WORK REQUIRED ->
Take the line containing "What do you" and every line after it to the end of the records, and copy them exactly, leaving out pictures.

[Dataset entries]

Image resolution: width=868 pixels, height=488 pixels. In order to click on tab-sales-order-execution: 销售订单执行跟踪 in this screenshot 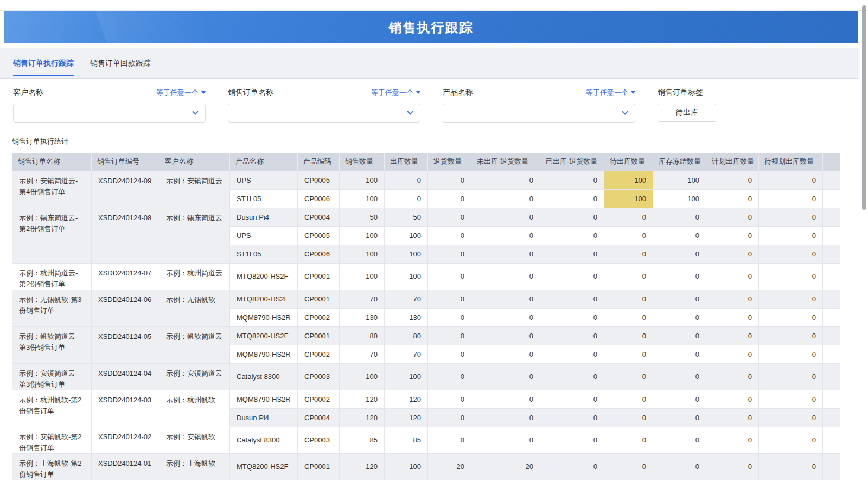, I will do `click(43, 63)`.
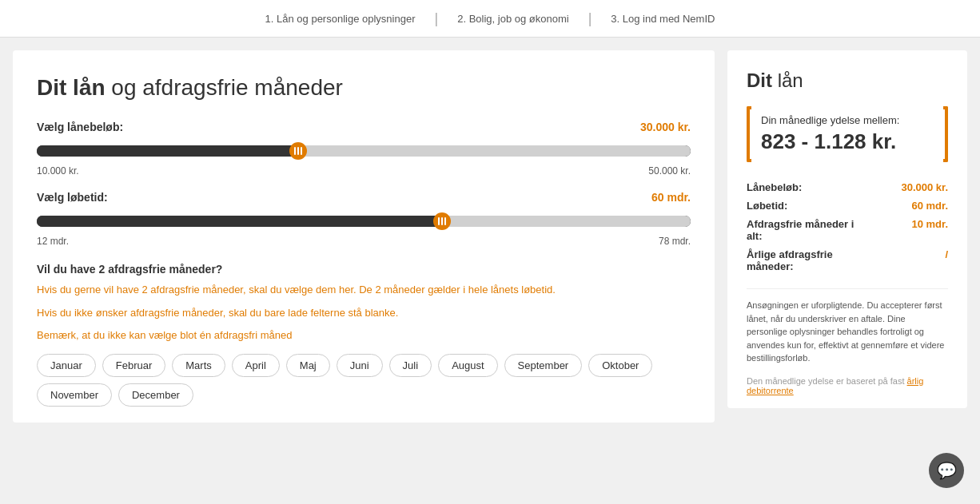 The height and width of the screenshot is (504, 980). I want to click on period-slider-thumb, so click(442, 221).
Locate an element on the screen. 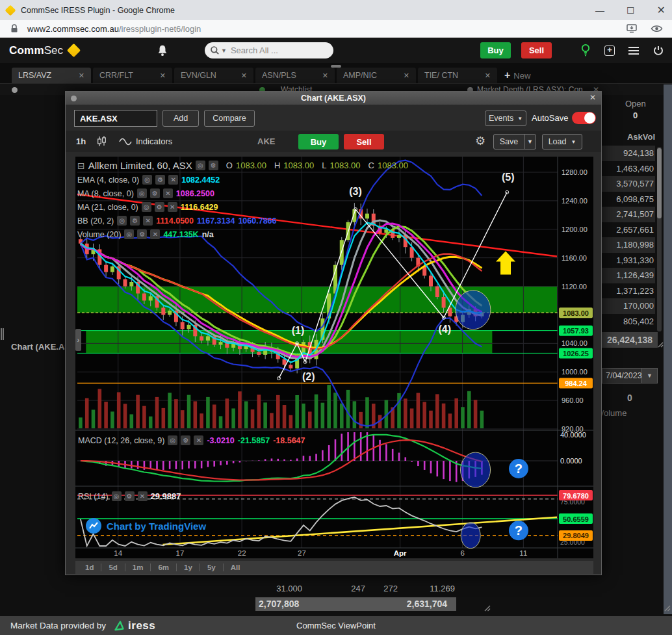 This screenshot has height=635, width=672. askvol-row: 1,180,998 is located at coordinates (628, 245).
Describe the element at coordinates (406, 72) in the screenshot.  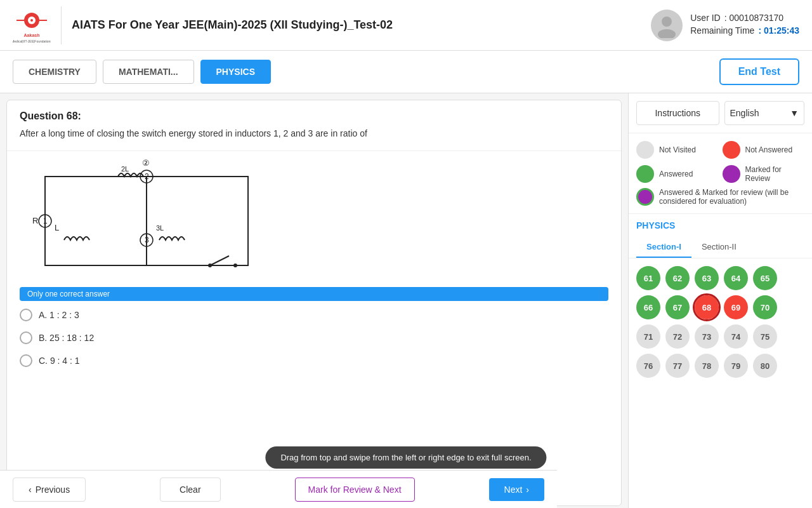
I see `subject-bar: CHEMISTRY MATHEMATI... PHYSICS End Test` at that location.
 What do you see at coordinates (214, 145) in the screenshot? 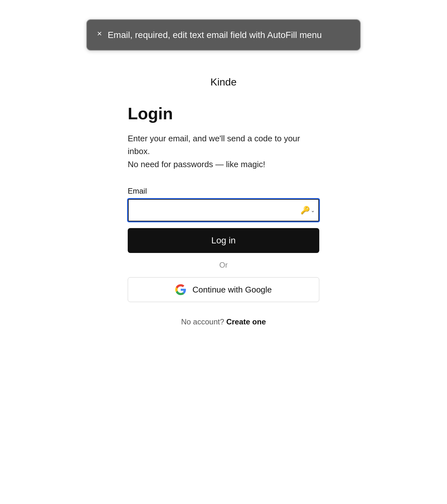
I see `description-line1: Enter your email, and we'll send a code …` at bounding box center [214, 145].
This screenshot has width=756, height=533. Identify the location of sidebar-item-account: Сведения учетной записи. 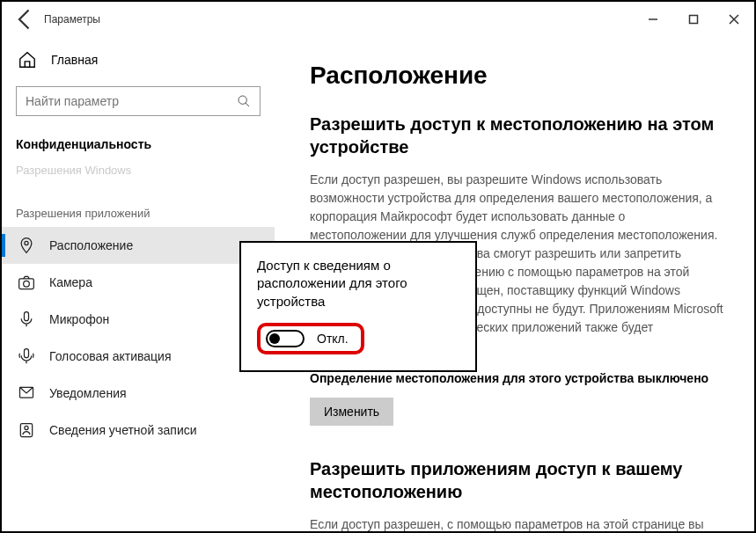
(138, 430).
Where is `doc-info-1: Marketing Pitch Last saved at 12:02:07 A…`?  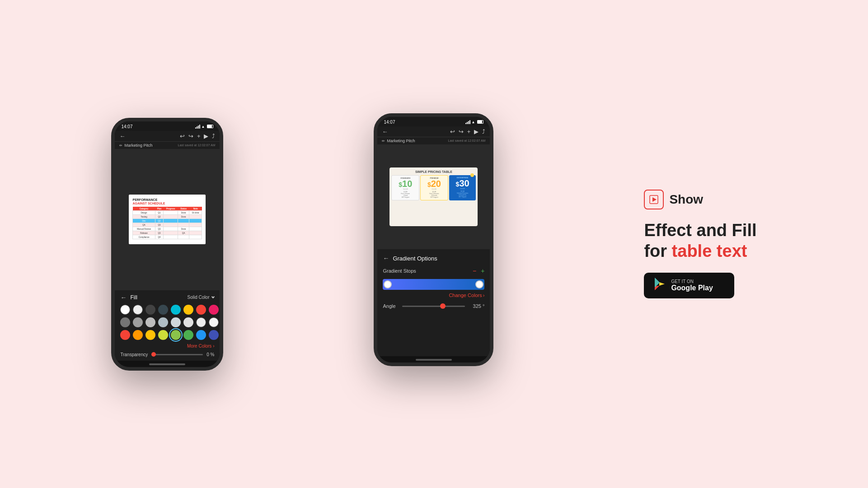
doc-info-1: Marketing Pitch Last saved at 12:02:07 A… is located at coordinates (167, 145).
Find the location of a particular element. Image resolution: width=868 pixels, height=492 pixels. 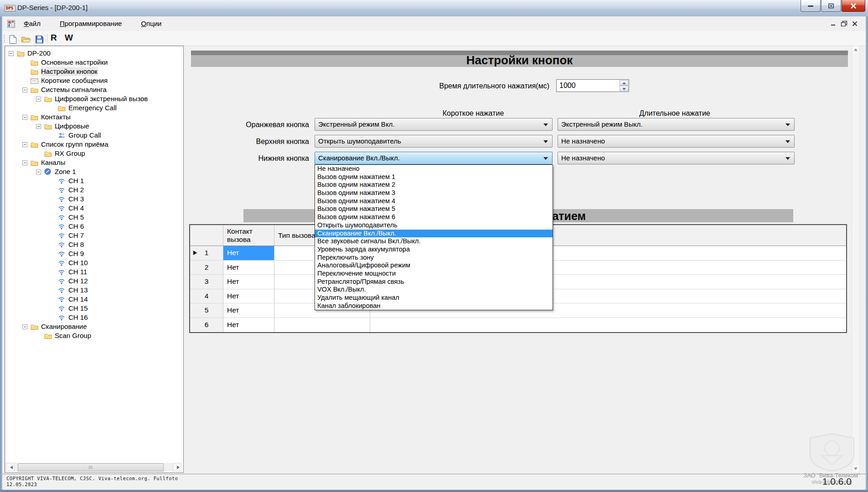

dropdown-option-0: Не назначено is located at coordinates (434, 169).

WRITTEN SOLUTION ->
 What do you see at coordinates (214, 145) in the screenshot? 
I see `description-line1: Enter your email, and we'll send a code …` at bounding box center [214, 145].
This screenshot has width=756, height=533. Identify the location of sidebar-item-account: Сведения учетной записи. 
(138, 430).
Where is `doc-info-1: Marketing Pitch Last saved at 12:02:07 A…`?  
doc-info-1: Marketing Pitch Last saved at 12:02:07 A… is located at coordinates (167, 145).
Find the location of a particular element. Image resolution: width=868 pixels, height=492 pixels. 

dropdown-option-0: Не назначено is located at coordinates (434, 169).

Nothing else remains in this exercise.